[THE PROBLEM]:
Your answer should contain every line of the records, transcribed word for word.

Collected data entries
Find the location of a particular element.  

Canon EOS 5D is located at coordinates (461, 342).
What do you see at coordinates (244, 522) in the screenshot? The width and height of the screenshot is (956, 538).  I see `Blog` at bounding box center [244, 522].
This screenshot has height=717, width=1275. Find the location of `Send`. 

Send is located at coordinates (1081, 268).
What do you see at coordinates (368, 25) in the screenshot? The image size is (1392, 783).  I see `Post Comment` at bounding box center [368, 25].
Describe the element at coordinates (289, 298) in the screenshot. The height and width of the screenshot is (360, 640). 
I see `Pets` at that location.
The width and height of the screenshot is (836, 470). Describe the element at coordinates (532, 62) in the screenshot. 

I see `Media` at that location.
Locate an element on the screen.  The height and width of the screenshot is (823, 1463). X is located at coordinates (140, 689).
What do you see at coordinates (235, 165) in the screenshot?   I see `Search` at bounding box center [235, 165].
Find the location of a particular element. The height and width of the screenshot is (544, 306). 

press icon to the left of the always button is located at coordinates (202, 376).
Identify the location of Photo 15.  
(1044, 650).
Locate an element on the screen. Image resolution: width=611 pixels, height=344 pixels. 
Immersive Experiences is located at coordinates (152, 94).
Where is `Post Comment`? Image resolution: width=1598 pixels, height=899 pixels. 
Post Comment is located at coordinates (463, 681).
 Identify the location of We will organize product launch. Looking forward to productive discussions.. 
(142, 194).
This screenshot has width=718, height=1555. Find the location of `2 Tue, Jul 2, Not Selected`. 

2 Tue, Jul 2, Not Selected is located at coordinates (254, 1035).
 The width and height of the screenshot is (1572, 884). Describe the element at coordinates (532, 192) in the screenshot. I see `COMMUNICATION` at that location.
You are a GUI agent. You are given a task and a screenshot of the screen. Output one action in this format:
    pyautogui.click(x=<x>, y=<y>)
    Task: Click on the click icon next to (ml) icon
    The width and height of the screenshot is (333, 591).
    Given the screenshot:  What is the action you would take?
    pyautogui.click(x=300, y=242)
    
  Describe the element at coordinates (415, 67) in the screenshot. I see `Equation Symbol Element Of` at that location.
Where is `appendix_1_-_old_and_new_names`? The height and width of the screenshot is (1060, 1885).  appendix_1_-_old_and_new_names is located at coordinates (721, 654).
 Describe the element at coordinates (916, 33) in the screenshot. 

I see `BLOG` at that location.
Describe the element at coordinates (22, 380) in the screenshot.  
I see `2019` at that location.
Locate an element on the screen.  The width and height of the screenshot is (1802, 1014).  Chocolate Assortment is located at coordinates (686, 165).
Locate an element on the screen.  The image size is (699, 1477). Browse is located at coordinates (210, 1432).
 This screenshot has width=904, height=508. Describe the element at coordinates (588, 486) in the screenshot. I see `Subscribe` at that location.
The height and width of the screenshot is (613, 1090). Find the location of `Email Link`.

[ANSWER TO THE PROBLEM]:
Find the location of a particular element.  

Canon EOS 5D is located at coordinates (461, 342).
What do you see at coordinates (244, 522) in the screenshot? The width and height of the screenshot is (956, 538).  I see `Blog` at bounding box center [244, 522].
This screenshot has height=717, width=1275. Find the location of `Send`. 

Send is located at coordinates (1081, 268).
What do you see at coordinates (368, 25) in the screenshot? The image size is (1392, 783).  I see `Post Comment` at bounding box center [368, 25].
Describe the element at coordinates (289, 298) in the screenshot. The height and width of the screenshot is (360, 640). 
I see `Pets` at that location.
The width and height of the screenshot is (836, 470). Describe the element at coordinates (532, 62) in the screenshot. 

I see `Media` at that location.
Locate an element on the screen.  The height and width of the screenshot is (823, 1463). X is located at coordinates (140, 689).
What do you see at coordinates (235, 165) in the screenshot?   I see `Search` at bounding box center [235, 165].
Find the location of a particular element. The height and width of the screenshot is (544, 306). 

press icon to the left of the always button is located at coordinates (202, 376).
Identify the location of Photo 15.  
(1044, 650).
Locate an element on the screen. Image resolution: width=611 pixels, height=344 pixels. 
Immersive Experiences is located at coordinates (152, 94).
Where is `Post Comment`? Image resolution: width=1598 pixels, height=899 pixels. 
Post Comment is located at coordinates (463, 681).
 Identify the location of We will organize product launch. Looking forward to productive discussions.. 
(142, 194).
This screenshot has width=718, height=1555. Find the location of `2 Tue, Jul 2, Not Selected`. 

2 Tue, Jul 2, Not Selected is located at coordinates (254, 1035).
 The width and height of the screenshot is (1572, 884). Describe the element at coordinates (532, 192) in the screenshot. I see `COMMUNICATION` at that location.
You are a GUI agent. You are given a task and a screenshot of the screen. Output one action in this format:
    pyautogui.click(x=<x>, y=<y>)
    Task: Click on the click icon next to (ml) icon
    The width and height of the screenshot is (333, 591).
    Given the screenshot:  What is the action you would take?
    pyautogui.click(x=300, y=242)
    
  Describe the element at coordinates (415, 67) in the screenshot. I see `Equation Symbol Element Of` at that location.
Where is `appendix_1_-_old_and_new_names`? The height and width of the screenshot is (1060, 1885).  appendix_1_-_old_and_new_names is located at coordinates (721, 654).
 Describe the element at coordinates (916, 33) in the screenshot. 

I see `BLOG` at that location.
Describe the element at coordinates (22, 380) in the screenshot.  
I see `2019` at that location.
Locate an element on the screen.  The width and height of the screenshot is (1802, 1014).  Chocolate Assortment is located at coordinates (686, 165).
Locate an element on the screen.  The image size is (699, 1477). Browse is located at coordinates (210, 1432).
 This screenshot has width=904, height=508. Describe the element at coordinates (588, 486) in the screenshot. I see `Subscribe` at that location.
The height and width of the screenshot is (613, 1090). Find the location of `Email Link`.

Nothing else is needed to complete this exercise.